Article | Legal Theory
Performative Causation

by Noah Smith-Drelich*

From Vol. 93, No. 3 (March 2020)
93 S. Cal. L. Rev. 379 (2020)

Keywords: Specific Causation, General Causation

Specific causation requires plaintiffs to prove that their injury was caused by this defendant and not merely that an injury like theirs could have been caused by a party like the defendant. Science, however, cannot regularly supply such proof: scientific evidence of causation typically comes via epidemiology and statistics, which provide a bounty of detail about population-level effects but little that translates to individual questions of causation. This means that in the considerable number of cases in which medical causation is uncertain—including (but not limited to) nearly all mass torts—plaintiffs are required to prove what science cannot. Even where studies show that widespread harm is a statistical certainty, without any individual-level evidence proving specific causation, no plaintiff should be able to recover.

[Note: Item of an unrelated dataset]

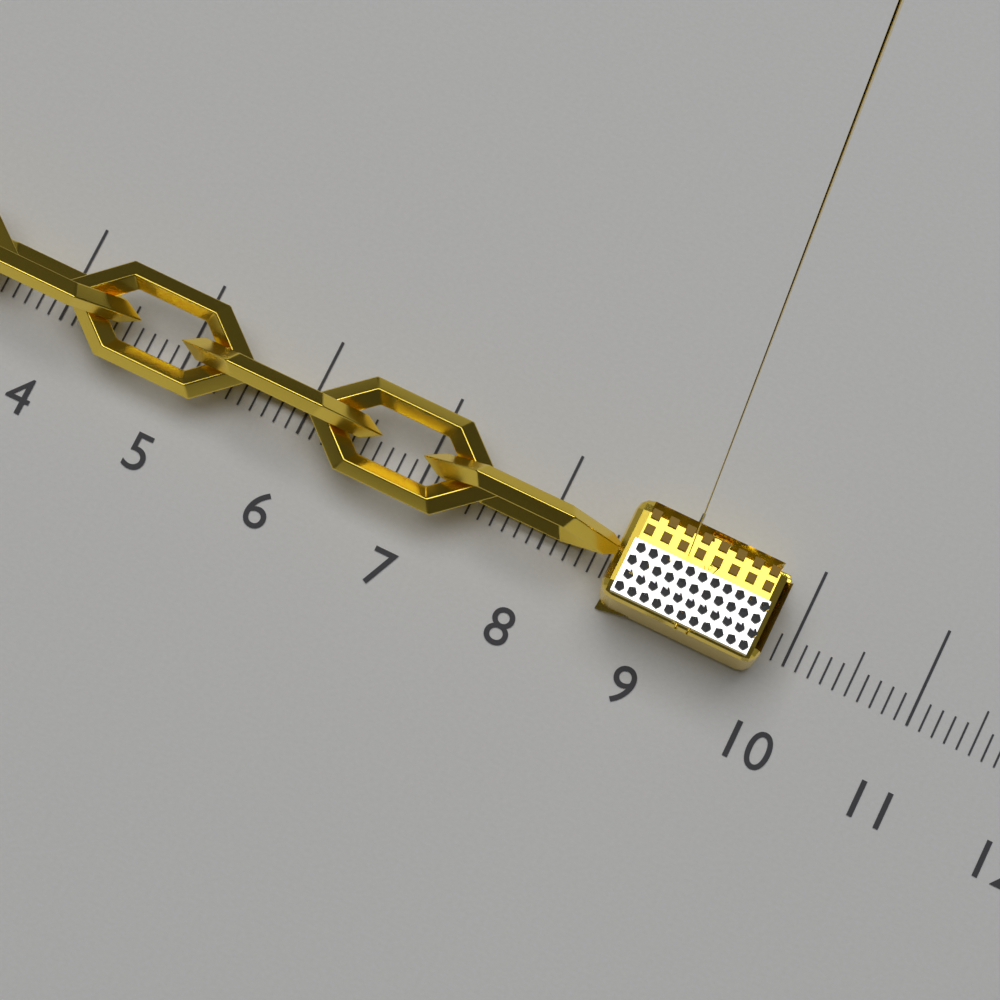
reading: 9.8 (no unit)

But yet some do. This Article’s detailed examination of the specific causation requirement reveals how, in the face of specific causation’s impossible and seemingly unjust demands, judges and juries have grown increasingly receptive to “performative causation,” proofs of causation that rely on shoddy scientific evidence and emotional appeals. This impulse, however well-meaning, routinely facilitates judgments against the wrong defendants or on behalf of the wrong plaintiffs. The result is a mass denial of justice—to countless plaintiffs deprived of any hope of recovery and to numerous defendants held liable for harms they may not have committed.

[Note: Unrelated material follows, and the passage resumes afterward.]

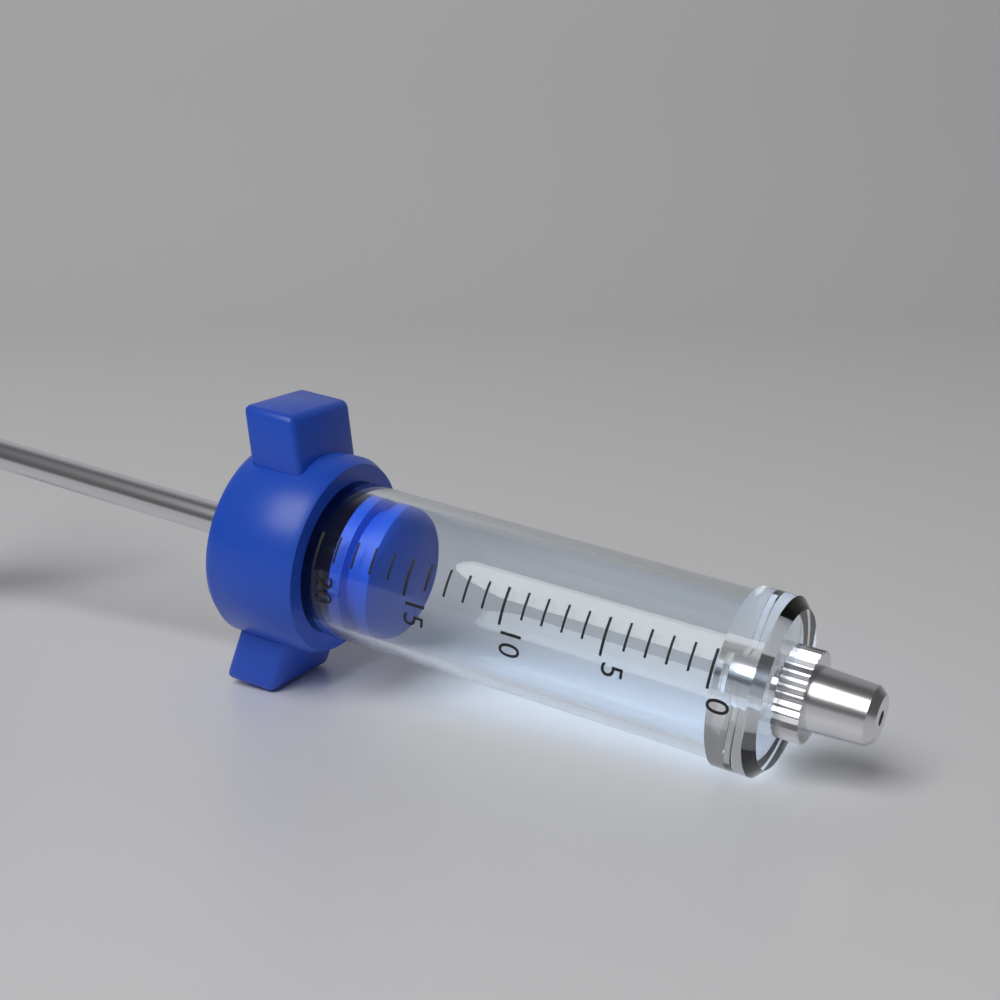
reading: 17 (no unit)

By illustrating the substantive and procedural dimensions of specific causation’s challenges, this Article provides a foundation for future discussions of reform. In its final section, this Article puts forward its own novel proposal: a private law-administrative hybrid model that uses statistical evidence to grant proportional recoveries to plaintiffs. By better aligning the questions asked by the law with the answers provided by science, this model offers a promising mechanism for resolving individual questions of causation—as well as a template for how mass torts resolutions can capture the best and guard against the worst features of both private law and public law adjudicatory systems.

*. Academic Fellow, Columbia Law School; J.D., M.S., Stanford Law School. Thanks to Professors David Bernstein, John Donohue, Nora Engstrom, Dan Farber, David Fischer, Don Gifford, Hank Greely, Clarisa Long, Bob Rabin, David Rosenberg, Allen Rostron, Alan Sykes, Wendy Wagner, and the members of the Civil Procedure Workshop for all of their advice and help with this Article.